“Some keep the Sabbath going to Church –
I keep it, staying at Home –
With a Bobolink for a Chorister –
And an Orchard, for a Dome –
Some keep the Sabbath in Surplice –
I just wear my Wings –
And instead of tolling the Bell, for Church,
Our little Sexton – sings.
God preaches, a noted Clergyman –
And the sermon is never long,
So instead of getting to Heaven, at last –
I’m going, all along.”
“You’ll know it as you know ‘tis Noon–
By Glory–
As you do the sun–
By Glory”
“Exultation is the going
of an inland soul to the sea
Past houses – past headlands–
Into deep Eternity.”
"Tis little I – could care for pearls
Who own the ample sea –
Of Periods of seas –
Unvisited of Shores Themselves the Verge of Seas to be
Eternity – is Those . . .”
“Explore thyself
Therein thyself
shall find
The “Undiscovered Continent” No Settler had the Mind”
Once realised this Self is known to be limitless:
“The Brain – is wider than the sky–
For put them side by side –
The once the other will contain With ease –
and You – beside . . .”
“Your breath has time to straighten,
Your brain to bubble cool
Deals one
imperial thunder bolt
that scalps your
naked soul”
“I dwell in possibility'
“The soul selects her own society and then shuts the door”
“The infinite a sudden guest
Has been assumed to be,
But how can that stupendous come
Which never went away?”
“I died for beauty, but was scarce
Adjusted in the tomb,
When one who died for truth was lain
In an adjoining room.
He questioned softly why I failed?
“For beauty,” I replied.
“And I for truth, -the two are one;
We brethren are,” he said.
And so, as kinsmen met a night,
We talked between the rooms,
Until the moss had reached our lips,
And covered up our names.”
Emily in a letter to a friend:
“So I conclude that space & time are things of the body & have little or nothing to do with our selves. My Country is Truth.”
~ "Emily Elizabeth Dickinson (1830 – 1886) did actually attend church regularly, sometimes traveling to hear some of the rousing and charismatic preachers who stamped their mark on that era. She was often moved by these sermons, perhaps as compelled by the speaker’s delivery and the construction of words as the message within them. But this was not enough to entice her to succumb to the fierce religious revival. One by one her friends received an inner calling and were ‘saved,’ officially accepting Christianity. Members of her close-knit family eventually followed suit, including her strong-willed father, and finally her brother, Austin, perhaps her closest ally. Emily would not commit to something she could not sincerely feel, even under the unthinkable social pressure that surrounded her. Increasingly her art became an expression of her spirituality."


Work order.
Among the lines of the listing below, count those with the string "label". Give the number and no commentary.

################

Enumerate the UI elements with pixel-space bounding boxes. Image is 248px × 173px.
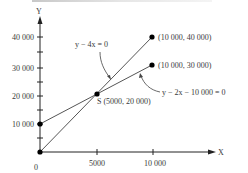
pointer-line1 — [100, 52, 110, 78]
origin-label: 0 — [34, 163, 38, 172]
y-tick-10000: 10 000 — [12, 120, 34, 129]
pointer-line2-arrow-icon — [139, 73, 143, 78]
x-axis-arrow-icon — [208, 150, 216, 155]
label-point-top: (10 000, 40 000) — [158, 33, 212, 42]
label-line1-equation: y − 4x = 0 — [75, 40, 108, 49]
point-s — [94, 91, 99, 96]
point-10000-30000 — [149, 62, 154, 67]
point-10000-40000 — [149, 34, 154, 39]
graph-canvas: Y X 40 000 30 000 20 000 10 000 0 5000 1… — [0, 0, 248, 173]
y-tick-20000: 20 000 — [12, 92, 34, 101]
pointer-line1-arrow-icon — [107, 75, 111, 80]
point-0-10000 — [37, 121, 42, 126]
pointer-line2 — [141, 76, 160, 92]
x-axis-label: X — [218, 148, 224, 157]
x-tick-10000: 10 000 — [144, 159, 166, 168]
y-tick-30000: 30 000 — [12, 64, 34, 73]
label-line2-equation: y − 2x − 10 000 = 0 — [162, 88, 226, 97]
y-tick-40000: 40 000 — [12, 33, 34, 42]
y-axis-label: Y — [36, 7, 42, 16]
point-origin — [37, 149, 42, 154]
label-point-mid: (10 000, 30 000) — [158, 61, 212, 70]
y-axis-arrow-icon — [38, 16, 43, 24]
label-point-s: S (5000, 20 000) — [97, 97, 151, 106]
x-tick-5000: 5000 — [89, 159, 105, 168]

################

Completed task.
8